Henri Matisse - Gertrude Stein, Académie Matisse, and The Cone Sisters

Gertrude Stein, Académie Matisse, and The Cone Sisters

Around April 1906 he met Pablo Picasso, who was 12 years younger than Matisse. The two became lifelong friends as well as rivals and are often compared; one key difference between them is that Matisse drew and painted from nature, while Picasso was much more inclined to work from imagination. The subjects painted most frequently by both artists were women and still life, with Matisse more likely to place his figures in fully realized interiors. Matisse and Picasso were first brought together at the Paris salon of Gertrude Stein and her companion Alice B. Toklas. During the first decade of the 20th century, Americans in Paris— Gertrude Stein, her brothers Leo Stein, Michael Stein and Michael's wife Sarah—were important collectors and supporters of Matisse's paintings. In addition Gertrude Stein's two American friends from Baltimore, the Cone sisters Claribel and Etta, became major patrons of Matisse and Picasso, collecting hundreds of their paintings. The Cone collection is now exhibited in the Baltimore Museum of Art.

While numerous artists visited the Stein salon, many of these artists were not represented among the paintings on the walls at 27 Rue de Fleurus. Where Renoir, Cézanne, Matisse, and Picasso's works dominated Leo and Gertrude Stein's collection, Sarah Stein's collection emphasized Matisse.

Contemporaries of Leo and Gertrude Stein, Matisse and Picasso became part of their social circle and routinely joined the gatherings that took place on Saturday evenings at 27 Rue de Fleurus. Gertrude attributed the beginnings of the Saturday evening salons to Matisse, remarking:

More and more frequently, people began visiting to see the Matisse paintings—and the Cézannes: "Matisse brought people, everybody brought somebody, and they came at any time and it began to be a nuisance, and it was in this way that Saturday evenings began."

Among Pablo Picasso's acquaintances who also frequented the Saturday evenings were: Fernande Olivier (Picasso's mistress), Georges Braque, André Derain, the poets Max Jacob and Guillaume Apollinaire, Marie Laurencin (Apollinaire's mistress and an artist in her own right), and Henri Rousseau.

His friends organized and financed the Académie Matisse in Paris, a private and non-commercial school in which Matisse instructed young artists. It operated from 1907 until 1911. Hans Purrmann and Sarah Stein were amongst several of his most loyal students.

Matisse spent seven months in Morocco from 1912 to 1913, producing about 24 paintings and numerous drawings. His frequent orientalist topics of later paintings, such as odalisques, can be traced to this period.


TASK DIRECTIONS: The answer should be a single number, the count of lines in this material that contain "Provided".

· · · · · · ·

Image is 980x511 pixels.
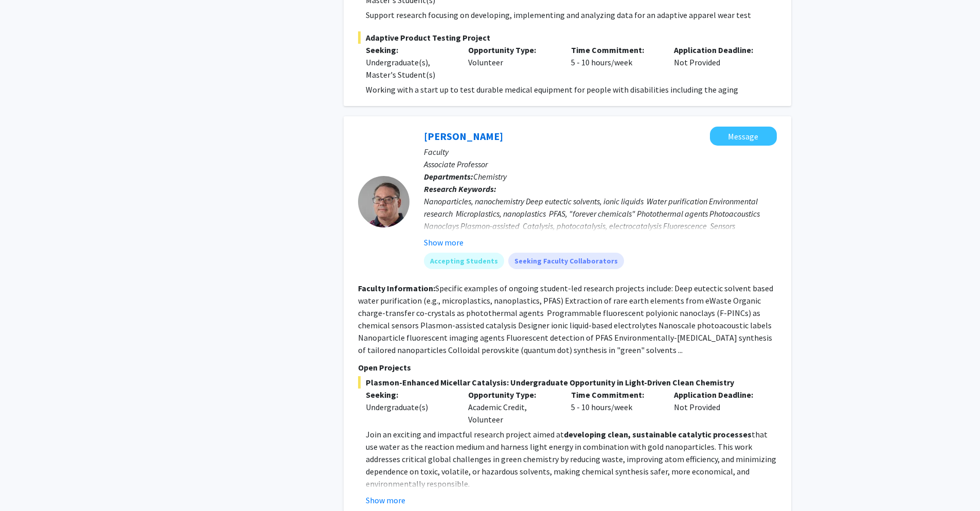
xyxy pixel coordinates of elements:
[366,84,777,96] p: Working with a start up to test durable medical equipment for people with disabilities including ...
[468,44,556,56] p: Opportunity Type:
[424,158,777,170] p: Associate Professor
[424,195,777,244] div: Nanoparticles, nanochemistry Deep eutectic solvents, ionic liquids Water purification Environment...
[424,130,504,142] a: [PERSON_NAME]
[424,236,464,249] button: Show more
[366,56,453,81] div: Undergraduate(s), Master's Student(s)
[366,401,453,414] div: Undergraduate(s)
[358,361,777,374] p: Open Projects
[358,283,774,355] fg-read-more: Specific examples of ongoing student-led research projects include: Deep eutectic solvent based w...
[674,388,761,401] p: Application Deadline:
[563,388,667,425] div: 5 - 10 hours/week
[366,494,405,506] button: Show more
[460,44,563,81] div: Volunteer
[358,32,777,44] span: Adaptive Product Testing Project
[468,388,556,401] p: Opportunity Type:
[366,44,453,56] p: Seeking:
[571,44,658,56] p: Time Commitment:
[667,388,769,425] div: Not Provided
[366,428,777,490] p: Join an exciting and impactful research project aimed at that use water as the reaction medium an...
[424,146,777,158] p: Faculty
[563,44,667,81] div: 5 - 10 hours/week
[358,283,435,294] b: Faculty Information:
[366,9,777,21] p: Support research focusing on developing, implementing and analyzing data for an adaptive apparel ...
[674,44,761,56] p: Application Deadline:
[460,388,563,425] div: Academic Credit, Volunteer
[508,252,624,269] mat-chip: Seeking Faculty Collaborators
[424,252,504,269] mat-chip: Accepting Students
[474,171,507,182] span: Chemistry
[424,171,474,182] b: Departments:
[358,377,777,388] span: Plasmon-Enhanced Micellar Catalysis: Undergraduate Opportunity in Light-Driven Clean Chemistry
[571,388,658,401] p: Time Commitment:
[564,429,752,440] strong: developing clean, sustainable catalytic processes
[667,44,769,81] div: Not Provided
[366,388,453,401] p: Seeking:
[8,465,44,504] iframe: Chat
[710,127,777,146] button: Message Gary Baker
[424,184,496,194] b: Research Keywords:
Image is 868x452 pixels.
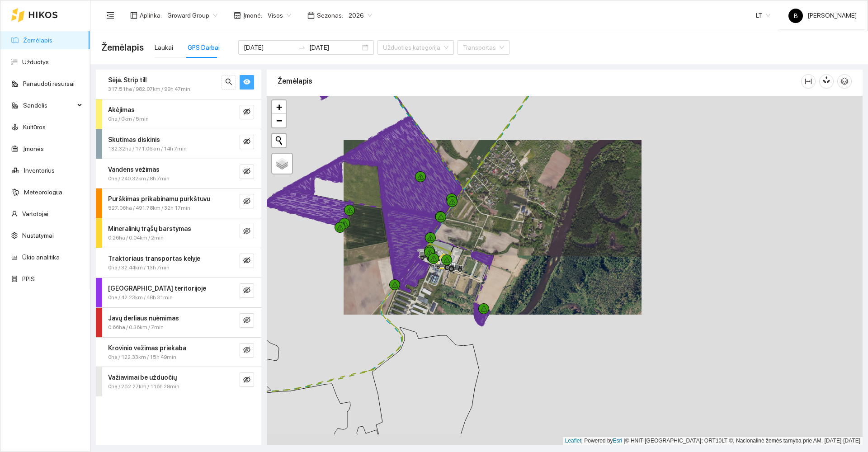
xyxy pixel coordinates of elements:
[108,264,169,272] span: 0ha / 32.44km / 13h 7min
[239,254,254,268] button: eye-invisible
[108,136,160,143] strong: Skutimas diskinis
[276,101,282,113] span: +
[108,344,187,352] strong: Krovinio vežimas priekaba
[225,78,232,87] span: search
[239,105,254,119] button: eye-invisible
[239,75,254,90] button: eye
[243,11,262,21] span: Įmonė :
[96,367,261,396] div: Važiavimai be užduočių0ha / 252.27km / 116h 28mineye-invisible
[239,343,254,358] button: eye-invisible
[96,248,261,278] div: Traktoriaus transportas kelyje0ha / 32.44km / 13h 7mineye-invisible
[154,42,173,52] div: Laukai
[613,438,622,444] a: Esri
[276,115,282,126] span: −
[108,323,163,332] span: 0.66ha / 0.36km / 7min
[243,138,250,146] span: eye-invisible
[272,100,286,114] a: Zoom in
[243,78,250,87] span: eye
[108,374,177,381] strong: Važiavimai be užduočių
[23,124,46,131] a: Kultūros
[108,315,179,322] strong: Javų derliaus nuėmimas
[272,134,286,147] button: Initiate a new search
[168,9,217,22] span: Groward Group
[243,108,250,117] span: eye-invisible
[22,232,54,239] a: Nustatymai
[101,6,119,24] button: menu-fold
[96,308,261,337] div: Javų derliaus nuėmimas0.66ha / 0.36km / 7mineye-invisible
[243,197,250,206] span: eye-invisible
[24,167,55,174] a: Inventorius
[239,135,254,149] button: eye-invisible
[108,175,169,183] span: 0ha / 240.32km / 8h 7min
[108,76,146,83] strong: Sėja. Strip till
[309,42,360,52] input: Pabaigos data
[243,346,250,355] span: eye-invisible
[272,153,292,174] a: Layers
[794,9,798,23] span: B
[106,12,115,20] span: menu-fold
[243,287,250,295] span: eye-invisible
[130,12,137,19] span: layout
[239,165,254,179] button: eye-invisible
[108,166,160,173] strong: Vandens vežimas
[565,438,581,444] a: Leaflet
[234,12,241,19] span: shop
[221,75,236,90] button: search
[96,219,261,248] div: Mineralinių trąšų barstymas0.26ha / 0.04km / 2mineye-invisible
[96,100,261,129] div: Akėjimas0ha / 0km / 5mineye-invisible
[788,12,856,19] span: [PERSON_NAME]
[239,283,254,298] button: eye-invisible
[23,80,74,87] a: Panaudoti resursai
[756,9,770,22] span: LT
[299,44,306,51] span: swap-right
[108,234,163,242] span: 0.26ha / 0.04km / 2min
[101,40,143,55] span: Žemėlapis
[243,376,250,385] span: eye-invisible
[267,9,291,22] span: Visos
[187,42,220,52] div: GPS Darbai
[96,278,261,308] div: [GEOGRAPHIC_DATA] teritorijoje0ha / 42.23km / 48h 31mineye-invisible
[96,338,261,367] div: Krovinio vežimas priekaba0ha / 122.33km / 15h 49mineye-invisible
[96,159,261,188] div: Vandens vežimas0ha / 240.32km / 8h 7mineye-invisible
[239,224,254,239] button: eye-invisible
[244,42,295,52] input: Pradžios data
[22,210,48,217] a: Vartotojai
[108,144,187,153] span: 132.32ha / 171.06km / 14h 7min
[108,106,135,114] strong: Akėjimas
[349,9,372,22] span: 2026
[243,228,250,236] span: eye-invisible
[96,129,261,159] div: Skutimas diskinis132.32ha / 171.06km / 14h 7mineye-invisible
[317,11,343,21] span: Sezonas :
[96,70,261,99] div: Sėja. Strip till317.51ha / 982.07km / 99h 47minsearcheye
[802,78,815,85] span: column-width
[108,293,173,302] span: 0ha / 42.23km / 48h 31min
[108,285,206,292] strong: [GEOGRAPHIC_DATA] teritorijoje
[108,115,149,124] span: 0ha / 0km / 5min
[108,204,190,213] span: 527.06ha / 491.78km / 32h 17min
[108,196,210,203] strong: Purškimas prikabinamu purkštuvu
[108,353,177,361] span: 0ha / 122.33km / 15h 49min
[24,188,63,196] a: Meteorologija
[23,37,52,44] a: Žemėlapis
[22,254,60,261] a: Ūkio analitika
[108,225,191,232] strong: Mineralinių trąšų barstymas
[96,188,261,218] div: Purškimas prikabinamu purkštuvu527.06ha / 491.78km / 32h 17mineye-invisible
[563,438,863,445] div: | Powered by © HNIT-[GEOGRAPHIC_DATA]; ORT10LT ©, Nacionalinė žemės tarnyba prie AM, [DATE]-[DATE]
[239,313,254,328] button: eye-invisible
[108,383,179,391] span: 0ha / 252.27km / 116h 28min
[23,145,44,152] a: Įmonės
[243,317,250,325] span: eye-invisible
[278,68,801,94] div: Žemėlapis
[239,194,254,208] button: eye-invisible
[239,372,254,387] button: eye-invisible
[243,168,250,177] span: eye-invisible
[308,12,315,19] span: calendar
[299,44,306,51] span: to
[22,275,35,282] a: PPIS
[23,96,74,115] span: Sandėlis
[801,74,815,89] button: column-width
[108,255,200,262] strong: Traktoriaus transportas kelyje
[272,114,286,127] a: Zoom out
[243,256,250,265] span: eye-invisible
[108,85,190,93] span: 317.51ha / 982.07km / 99h 47min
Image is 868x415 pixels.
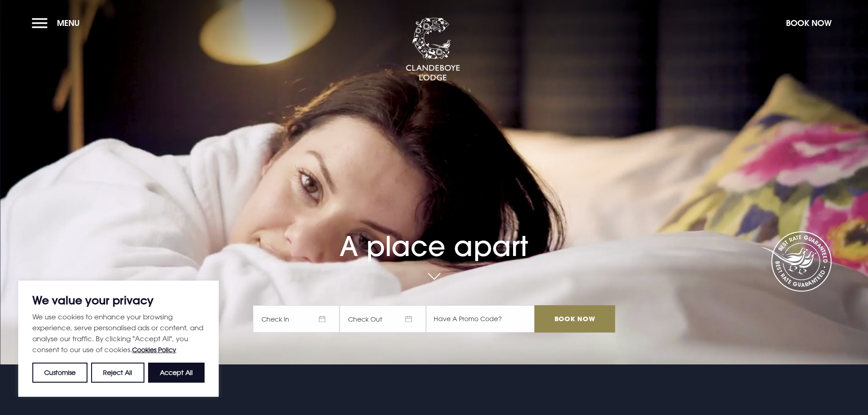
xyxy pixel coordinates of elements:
[91,362,144,382] button: Reject All
[534,305,614,332] input: Book Now
[781,13,836,33] button: Book Now
[340,305,426,332] span: Check Out
[253,305,340,332] span: Check In
[405,18,460,81] img: Clandeboye Lodge
[57,18,79,28] span: Menu
[426,305,534,332] input: Have A Promo Code?
[132,346,176,354] a: Cookies Policy
[32,362,87,382] button: Customise
[253,204,614,262] h1: A place apart
[32,311,204,355] p: We use cookies to enhance your browsing experience, serve personalised ads or content, and analys...
[148,362,204,382] button: Accept All
[32,13,85,33] button: Menu
[32,295,204,305] p: We value your privacy
[18,281,218,396] div: We value your privacy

· · · · · · ·

OUTPUT: 2